“Katherine Beale Gordon, I said no.”

“—to play tennis, because how can anybody possibly get arrested playing tennis?”

“That boy would find a way.”

Angry all over again, I tromped upstairs and texted Sawyer the sad news. He sent me a hilarious answer. My mother would have been horrified to know that we texted back and forth for the rest of the day, into the night. I wasted hours with him and lost some sleep despite her, and fell for him that much harder.

* * *

On Monday the school elected Sawyer and me homecoming king and queen. Since cheerleading practice was on the football field with the band, DeMarcus held his phone and read the announcements Ms. Chen had e-mailed to him. As soon as he made this pronouncement, all the cheerleaders mobbed me, squealing and hugging, along with all the majorettes (except Angelica), and Tia, who’d abandoned her snare drum halfway across the field—despite Ms. Nakamoto calling through her megaphone, “Ms. Cruz? Let’s keep it together until the end of practice, shall we?”

Sawyer had heard the announcement too, in football practice. A couple of guys who came to help with the homecoming float build after school told me the entire football team had ribbed Sawyer about what he and I were going to do to each other on homecoming night, which was kind of touching and kind of gross.

He called me from work. “What does this vote even mean?” he asked me. “We just sit on the float together?”

“And get crowned during halftime, yeah.”

“Do we get a special prize at the dance?”

“Like my parents have a change of heart and let me go out with you? I seriously doubt it.” I hated the way this sounded. I’d treasured every moment I’d stolen talking with him at school that day, but all I’d done while I was with him was complain bitterly about not being with him. If I kept this up, he wouldn’t even want to date me for long, and my mother would have won.

“I’m wearing the costume, you know,” he said. “Not at the dance, but of course at the game, and also on the float. The pelican has to make an appearance of some kind in the homecoming parade. Little kids might actually cry if he doesn’t.”

I planned to cheer during the game too. I wouldn’t miss that to stand and grin at the crowd in a tiara for five minutes. During the parade, though, the cheerleaders just waved from the back of Grace’s dad’s farm truck. I might as well play queen in formal wear.
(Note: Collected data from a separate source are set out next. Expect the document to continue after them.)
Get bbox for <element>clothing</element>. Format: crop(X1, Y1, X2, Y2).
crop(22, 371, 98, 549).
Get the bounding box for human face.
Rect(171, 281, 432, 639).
And I didn’t need my mother to help me with that. I had last year’s prom gown. So I didn’t even tell my parents about my achievement, which they wouldn’t see as an achievement anyway. I just kept going to the homecoming float builds after school as if we weren’t building it for me.

On Thursday night, Sawyer showed up at eight o’clock at the school’s shop class, where we’d constructed the float. He said he’d gotten off work an hour early so he could help with last-minute preparations. By that time, though, the float was finished. Will’s design of a blue crepe-paper wave rising behind the homecoming court had worked beautifully. I was one of the few students left in the shop, cleaning up stray scraps of paper on the floor. There was nothing for Sawyer to do.
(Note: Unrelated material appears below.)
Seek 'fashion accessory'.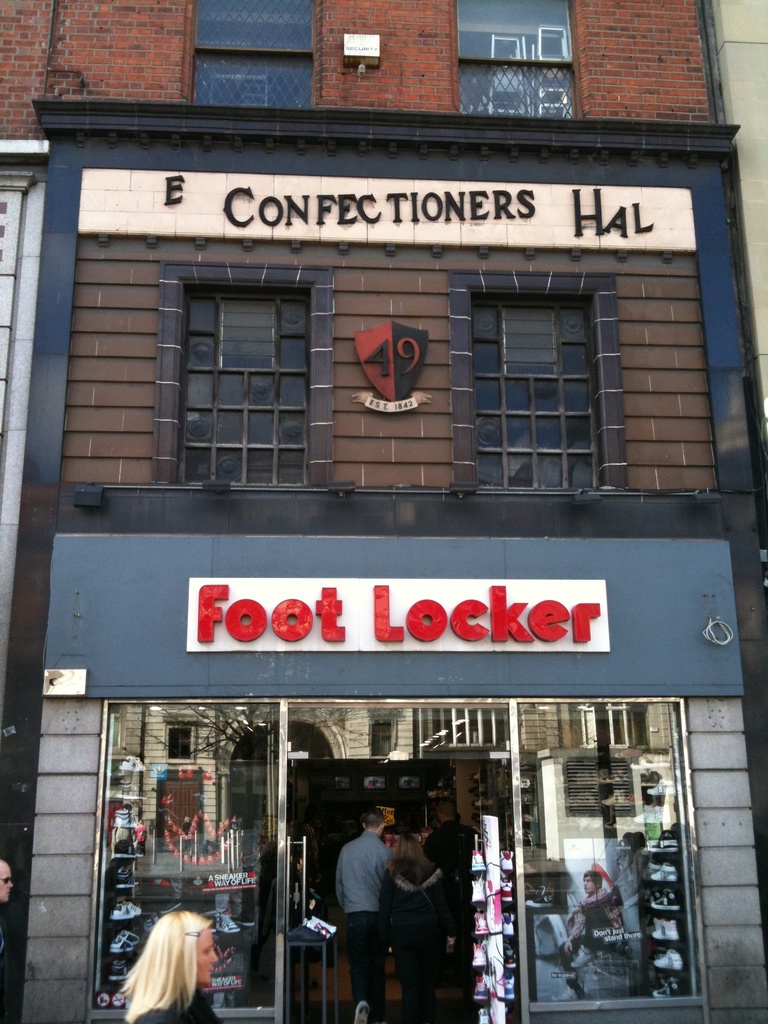
<box>472,851,489,876</box>.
“So let’s go get a vegan dinner,” he said, “on me. It has to be in downtown Tampa, though, where the vegans are.”

I did a quick calculation in my head. The student council had spent some late nights on the float. My parents wouldn’t expect me home until ten. I had time for sneaky vegan. “We need to go in separate cars, so they don’t see mine abandoned here or catch me getting out of your truck.”

“Okay.”

“And I never want you to pay for mine. I get an allowance. You need your money.”

“Don’t worry about it.” He grinned. “That night your family came to the Crab Lab, your dad tipped me a hundred bucks.”

“You deserved every penny,” I grumbled.

The restaurant he picked out had an Indian feel but an international menu. “I’m surprised at all the choices,” I admitted. “I wanted to come with you, but I’d pictured eating carrots dipped in ketchup.”

“I’m surprised too,” he said, turning the page. “I’m glad we came. I never even thought about eating half this stuff.”

“It would be great if you could shift your attention to what you can eat,” I said. “Until now, it seems like you’ve been totally focused on what you can’t have.”

He reached across the table for my hand. “Yeah, I have been.”

I tilted my head and frowned at him. “Is this worth it if it makes us both miserable?”

He didn’t answer. He slowly rubbed each of my fingers with his, then circled his fingertips in my palm, shooting delicious fiery sensations up my arm.

That was my answer. As long as he made me feel so good, this was worth it.

And I remembered what Tia had told me at the movie Saturday night, which had made it sound like Sawyer had a deep vested interest in me. “Tia said you left your dad’s house because of something he said about me.”

Sawyer’s eyes widened. He let go of my hand and put his own in his lap. “I don’t want to talk about it.”

“Sawyer,” I scolded him. “You think you’re being chivalrous, but my mother doesn’t like you, either. She dislikes you for a totally different reason, but still. And I’m not moving out.”

Sawyer took a deep breath and sighed. “I could almost forgive him for what he said. Prison’s supposed to rehabilitate people. Of course it only turns them into monsters if they weren’t already. And the races don’t mix there.”